Criticism of the Mörel-Filet Fur Market
How such events combine tradition, commerce, and animal suffering.
Criticism of fur, pelt, and trophy events in Switzerland, exemplified by the traditional Upper Valais fur market in Mörel-Filet (VS) of February 28, 2026.
Wild animals are not commodities for entertainment, prestige, and commerce.
IG Wild beim Wild harshly criticizes fur, pelt, and trophy events in Switzerland. Such events present year after year slaughtered wild animals as trophies, decoration objects, and tradeable goods. This normalizes an approach to wildlife that is no longer contemporary and clearly contradicts society's expectations regarding animal ethics and respect for fellow creatures.
The organizers market these events as tradition preservation and as a contribution to so-called wildlife management. In reality, slaughtered wild animals are at the center, their body parts measured, graded, awarded prizes, or traded as merchandise. This practice promotes an outdated trophy culture in which the animal as a sentient individual does not matter, but rather the hunting achievement and the size of antlers, horns, or other "success indicators."
Particularly offensive is that such events additionally serve as a marketplace for fur trading. Fox pelts and other hides are purchased, evaluated, sometimes awarded prizes or raffled off. This trading obscures the suffering behind every single pelt and contributes to viewing wild animals as raw material. While politics and society take steps toward restricting fur trading, Switzerland continues to celebrate a commercialized form of hobby hunting that is hardly ethically defensible.
Such markets are not folklore, but rather part of a system that assigns value to animal corpses. When pelts are traded at unit prices, animal suffering becomes a calculation. This logic is precisely incompatible with a modern understanding of wildlife protection.
IG Wild beim Wild further points out that the depicted hunting practice often conveys a sanitized image. In reality, missed shots, injured animals, and prolonged suffering are part of everyday hobby hunting. These aspects are neither addressed at such events nor openly communicated by those responsible. The claim that trophy exhibitions serve to analyze the condition of wildlife populations is hardly tenable. Scientifically-based monitoring instruments do not require exhibited skulls and antlers that primarily serve self-representation. Trophies are a material expression of slaughtered wild animals, whose culling quality, tracking, and suffering barely feature in the official image.
From an animal welfare perspective, it is also concerning that children and adolescents are introduced to such events without being taught a respectful and contemporary approach to wildlife. Instead of knowledge transfer, a spectacle takes center stage that trivializes violence and propagates a romanticized hunting world.
Weapons dealers, optics manufacturers, hunting accessories, hunting expeditions, raffles of hunting kills abroad: A hunting-industrial system of violence emerges in which culling and animal corpses are part of a commercialization system.
Those who kill senselessly do not protect, and civilized society gains nothing from it. Thus, hobby hunters do not ensure healthy or natural wildlife populations, particularly not with their abominable fox hunting. Such events regularly raise questions about ethical aspects, licensing practices, and public impact, and they must finally be fundamentally reviewed politically and socially.
IG Wild beim Wild calls on those responsible in municipalities, cities, and cantons to fundamentally reconsider such events. A civilized society does not need competitions in which dead wild animals are presented as achievements, and it does not need a market where pelts are traded like any arbitrary commodities. What is needed instead is a respectful understanding of wildlife, scientifically-grounded wildlife ecology, and a departure from hobby hunting.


• Work request
Look below for the line that has "Fetch bounding box of 'clothing'."; output exactly from it through the line that has "Inspect for car.", and leave the pictures out.

• Provided entries
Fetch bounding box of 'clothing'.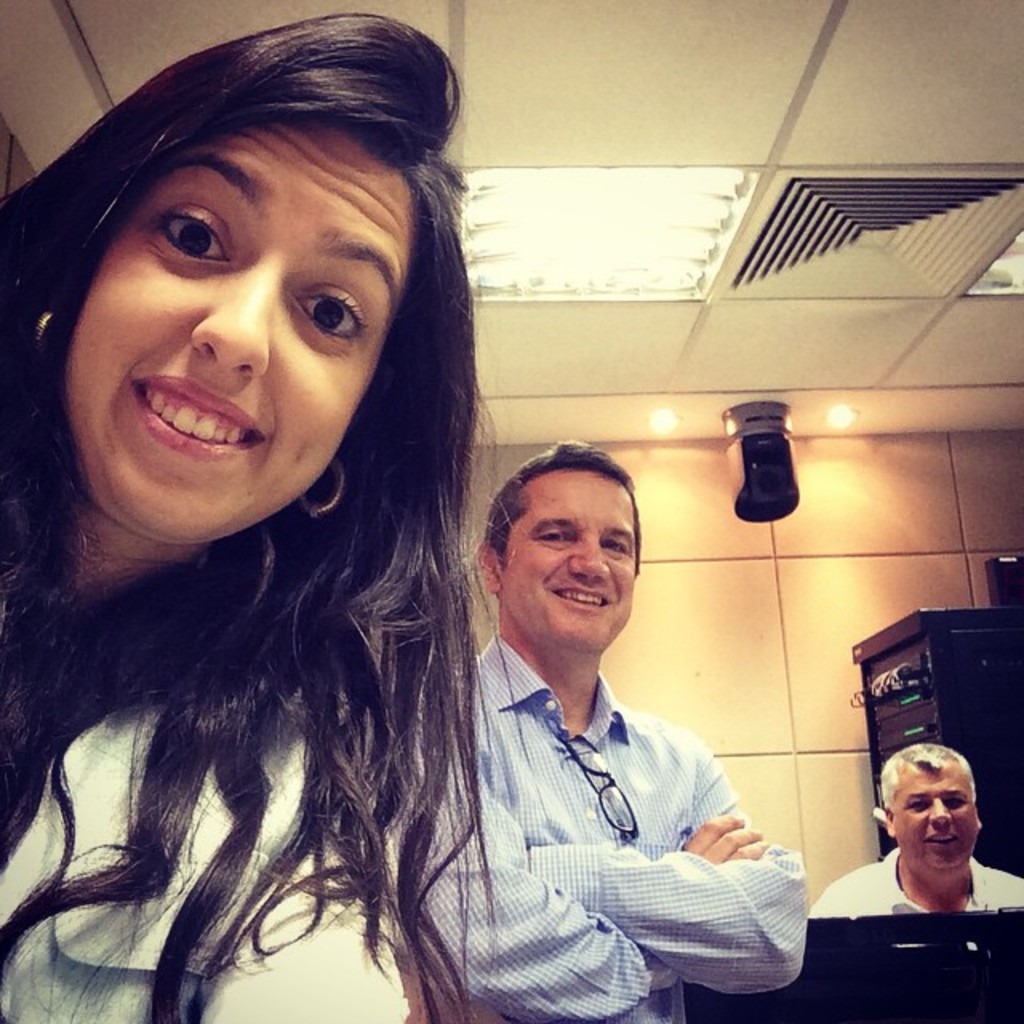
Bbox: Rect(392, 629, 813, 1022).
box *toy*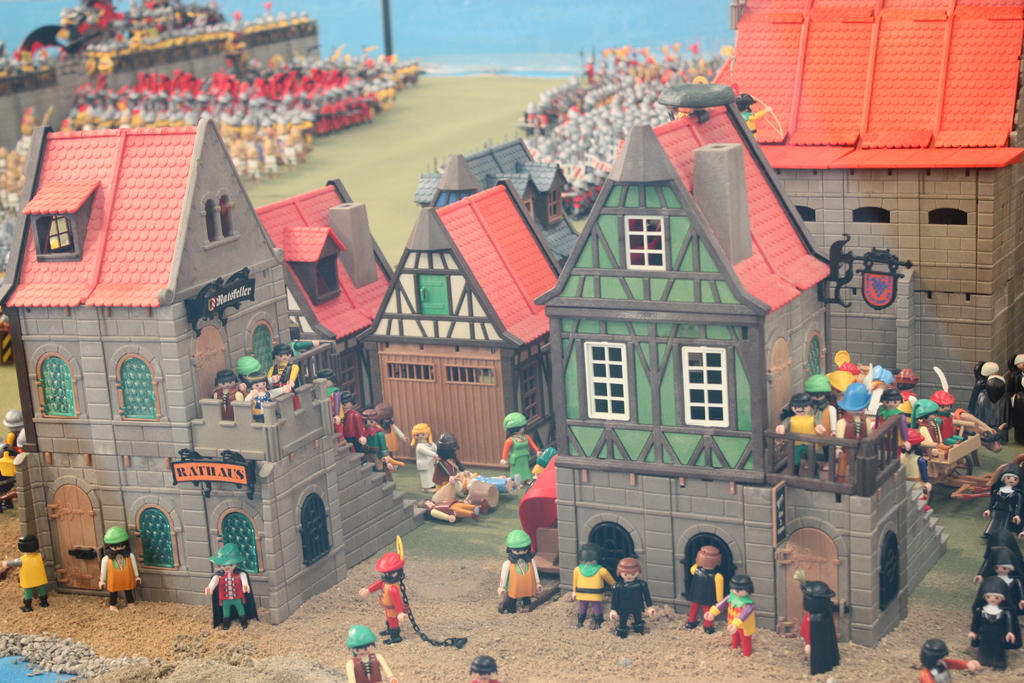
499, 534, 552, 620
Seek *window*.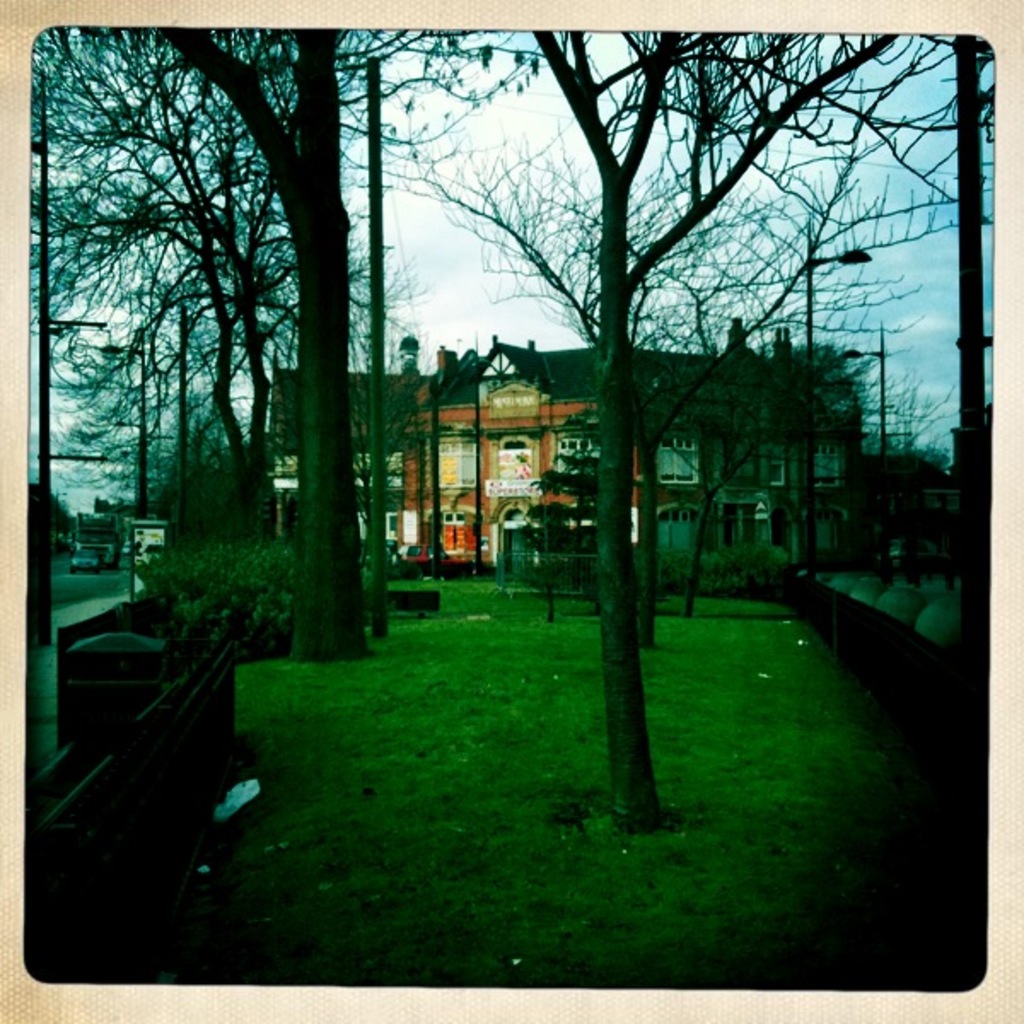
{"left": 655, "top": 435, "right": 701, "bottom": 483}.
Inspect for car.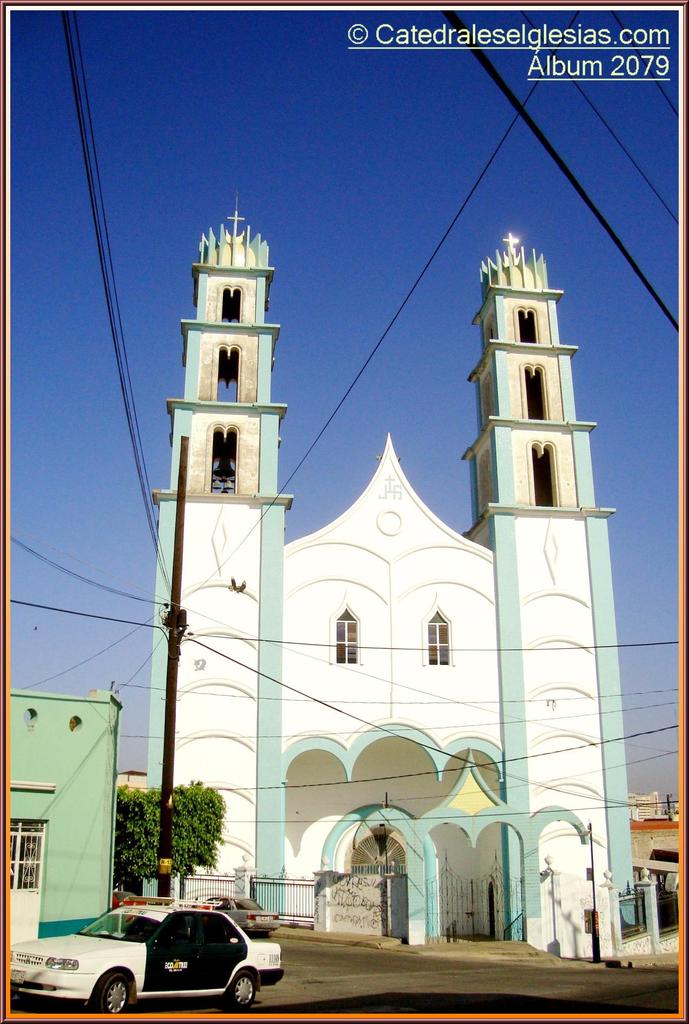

--

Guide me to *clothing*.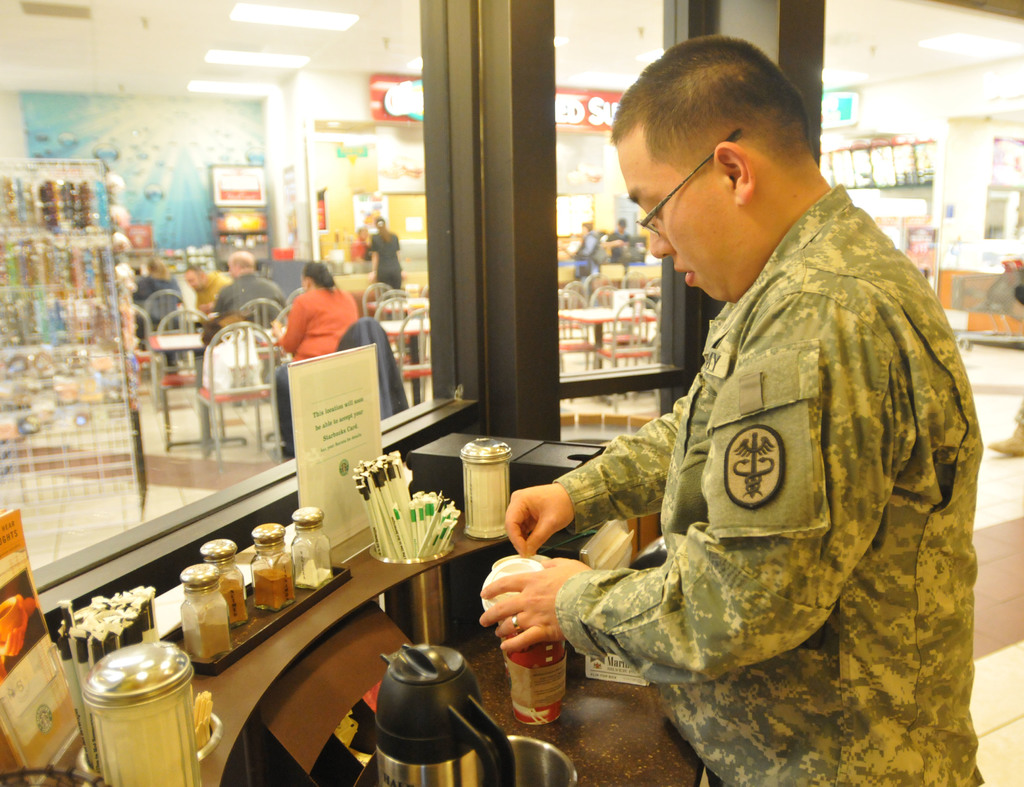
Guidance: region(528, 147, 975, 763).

==

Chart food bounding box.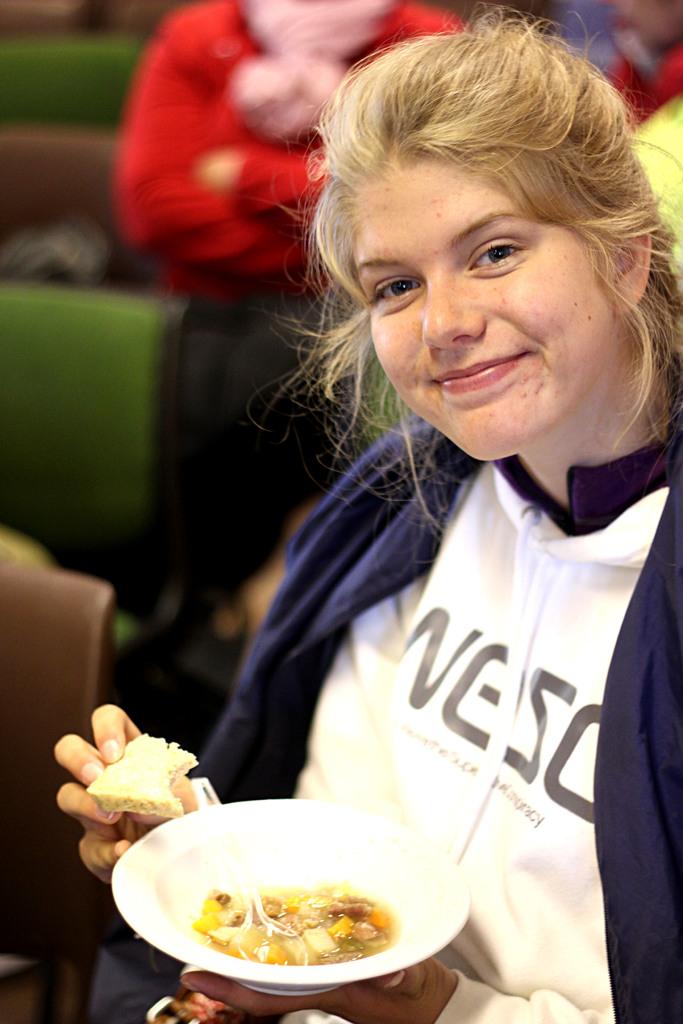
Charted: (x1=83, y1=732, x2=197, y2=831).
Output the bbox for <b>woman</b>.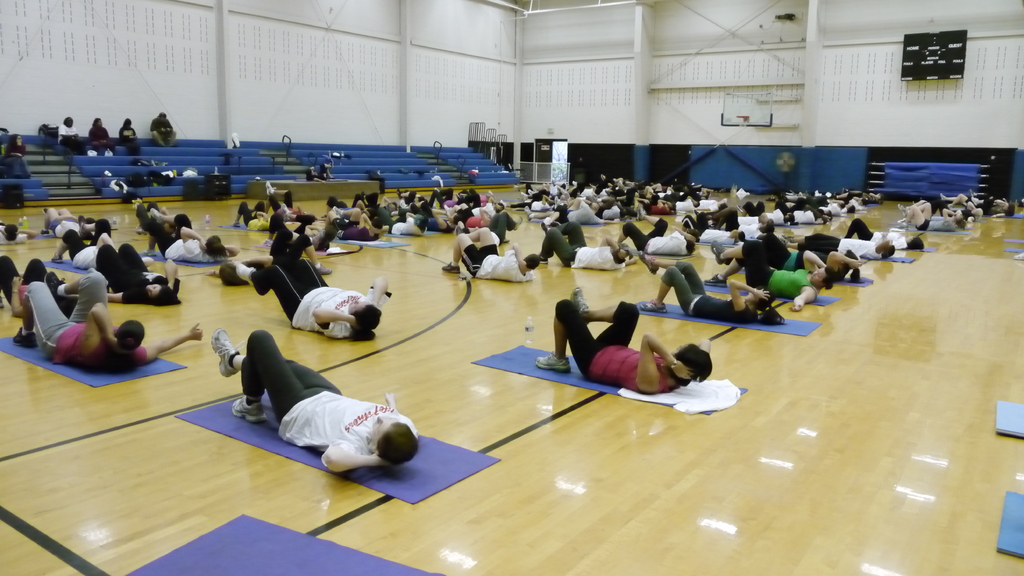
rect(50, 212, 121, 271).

• Response area
Fetch bounding box of 'clothing'.
Bbox: Rect(392, 629, 813, 1022).
box *toy*
499, 534, 552, 620
Seek *window*.
{"left": 655, "top": 435, "right": 701, "bottom": 483}.
Inspect for car.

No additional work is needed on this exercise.